The Festival has now been and gone. I was invited to open the event with Frederick Forsyth being interviewed for the very first session. It was an honour to meet him and hear about his life and how everything began with his first novel the amazing "The Day of the Jackal". Julie and I sampled several more sessions including ones with Ben Okri (beautiful and sublime poetry and art fusion), Tom Bower (challenging views on Prince Charles), Chris Patten (elegant, funny and tragic review of politics over several decades), and Edward Stourton (enlightening insights into the BBC during WW2).
And we attended the 'Author Party' on Saturday evening and were delighted to meet some more of contributors. If I had the time, I would have sat in on all the sessions! We are so lucky to have this feast of literature once a year.
Here is the speech I gave to open up the proceedings:
I would like to welcome you all to this glorious, illustrious and thrilling Literary Festival. This festival, along with a myriad of other University and Town events, initiatives, groups and organisations, is boosting what I have come the call the Imagination Quotient - the ImQ - of our wonderful town. Today we celebrate the priceless value of imagination and ideas. As Mayor of Buckingham, I chose ambition to be the theme of my first term. In this my second term, my theme is imagination without which there can be no dreams or ambitions. As it was famously said by Einstein (and I am grateful to the High Sheriff for reminding me of this quote recently):
“Imagination is more important than knowledge. For knowledge is limited to all we now know and understand, while imagination embraces the entire world, and all there ever will be to know and understand.”
So over the course of this weekend, we honour the authors who share their imagination with us. Perhaps so that we can exercise ours and the ImQ of Buckingham goes even higher!
I will end by welcoming the great Frederick Forsyth who honours us by being our first speaker. If I may, here is one of his quotes. For me, I interpret ‘wings’ to mean ‘dreams & ambitions’:
“The thing about wings that they are yours and yours alone. You cannot inherit them from an indulgent father; you cannot buy them in Savile Row; you cannot win them in a lucky draw; you cannot marry them along with a pretty girl; you cannot steal them on a shoplifting spree. You cannot even earn them in a team event. You fight and you struggle, you study and you learn, you practice and you persevere, and finally you do it alone, high above the clouds, in a single-seater.” (from ‘The Outsider: My Life in Intrigue’ by Frederick Forsyth, of course)
May we all fly in our own single-seaters, high above the clouds, over the next few days, lifted by our imagination and powered by our hopes for a world in which everyone can achieve their dreams and ambitions.Here is Frederick Forsyth being interviewed for the first session
And here is Ben Okri conducting his 'poetry choir' with nine women from the audience reading out the poem 'And still I rise' by Maya Angelou
Thank you again for invitation to open the Festival. It was an honour!
I agree it was a great event. The sessions I attended were very entertaining. Chris Patten's stories were amusing and the crime writers, Mark Billingham and Belinda Bauer so enthusiastic about their writing.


▶ [WORK TASK] What lines below contain the word "label"? Please pull each one out.

---------- RECORDED INFORMATION ----------

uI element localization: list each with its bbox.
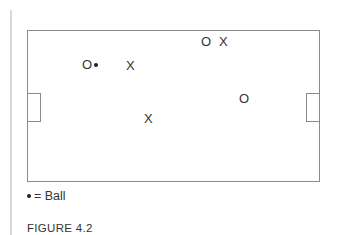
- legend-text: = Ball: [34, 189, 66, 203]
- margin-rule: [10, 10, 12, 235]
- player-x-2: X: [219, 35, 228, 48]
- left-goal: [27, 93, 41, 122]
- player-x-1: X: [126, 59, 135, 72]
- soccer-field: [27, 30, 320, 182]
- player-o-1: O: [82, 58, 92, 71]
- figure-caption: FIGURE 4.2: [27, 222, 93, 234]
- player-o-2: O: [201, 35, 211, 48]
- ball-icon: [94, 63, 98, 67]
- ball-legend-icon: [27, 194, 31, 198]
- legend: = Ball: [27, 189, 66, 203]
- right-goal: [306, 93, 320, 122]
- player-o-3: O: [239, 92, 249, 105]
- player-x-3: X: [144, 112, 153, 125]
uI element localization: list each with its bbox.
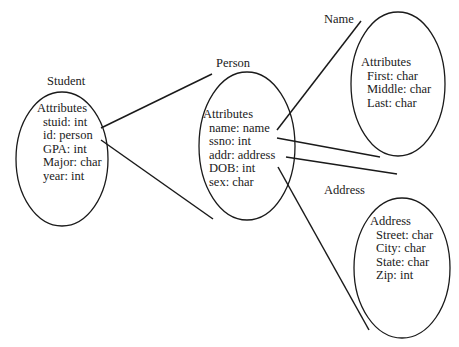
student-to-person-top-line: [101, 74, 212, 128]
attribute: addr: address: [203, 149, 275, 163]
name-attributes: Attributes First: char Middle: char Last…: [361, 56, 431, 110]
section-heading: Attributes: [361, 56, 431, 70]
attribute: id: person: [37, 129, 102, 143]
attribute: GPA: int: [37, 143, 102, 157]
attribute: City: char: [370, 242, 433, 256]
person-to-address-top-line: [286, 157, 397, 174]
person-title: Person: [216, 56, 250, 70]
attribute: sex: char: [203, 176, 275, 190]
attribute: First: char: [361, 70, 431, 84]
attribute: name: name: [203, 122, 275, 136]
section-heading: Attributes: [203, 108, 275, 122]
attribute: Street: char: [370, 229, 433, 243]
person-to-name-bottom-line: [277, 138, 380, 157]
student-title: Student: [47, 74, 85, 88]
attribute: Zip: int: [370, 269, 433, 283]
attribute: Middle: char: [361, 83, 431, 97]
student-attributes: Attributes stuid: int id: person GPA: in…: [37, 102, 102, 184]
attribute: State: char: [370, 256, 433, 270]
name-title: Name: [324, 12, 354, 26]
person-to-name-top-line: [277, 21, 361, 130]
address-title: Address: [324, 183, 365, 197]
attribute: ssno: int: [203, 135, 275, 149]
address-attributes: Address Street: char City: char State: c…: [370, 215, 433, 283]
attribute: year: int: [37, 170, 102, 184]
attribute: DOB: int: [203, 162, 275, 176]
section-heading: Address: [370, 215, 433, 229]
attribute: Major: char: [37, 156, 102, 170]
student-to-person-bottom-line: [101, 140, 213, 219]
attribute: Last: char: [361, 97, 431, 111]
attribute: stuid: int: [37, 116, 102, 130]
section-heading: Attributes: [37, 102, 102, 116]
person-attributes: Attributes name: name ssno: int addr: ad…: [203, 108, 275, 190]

----------
---------- RECORDED INFORMATION ----------

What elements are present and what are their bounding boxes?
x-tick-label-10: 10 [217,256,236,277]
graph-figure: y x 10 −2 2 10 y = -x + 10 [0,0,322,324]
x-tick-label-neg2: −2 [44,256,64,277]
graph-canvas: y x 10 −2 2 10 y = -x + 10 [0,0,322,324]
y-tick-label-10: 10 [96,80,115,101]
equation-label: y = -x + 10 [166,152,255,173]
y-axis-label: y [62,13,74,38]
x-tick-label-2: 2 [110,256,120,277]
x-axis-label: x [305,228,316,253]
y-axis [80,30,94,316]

----------

▶ [TASK SOLUTION]
x-tick-label-10: 10 [217,256,236,277]
x-tick-label-neg2: −2 [44,256,64,277]
y-tick-label-10: 10 [96,80,115,101]
equation-label: y = -x + 10 [166,152,255,173]
y-axis-label: y [62,13,74,38]
x-tick-label-2: 2 [110,256,120,277]
x-axis-label: x [305,228,316,253]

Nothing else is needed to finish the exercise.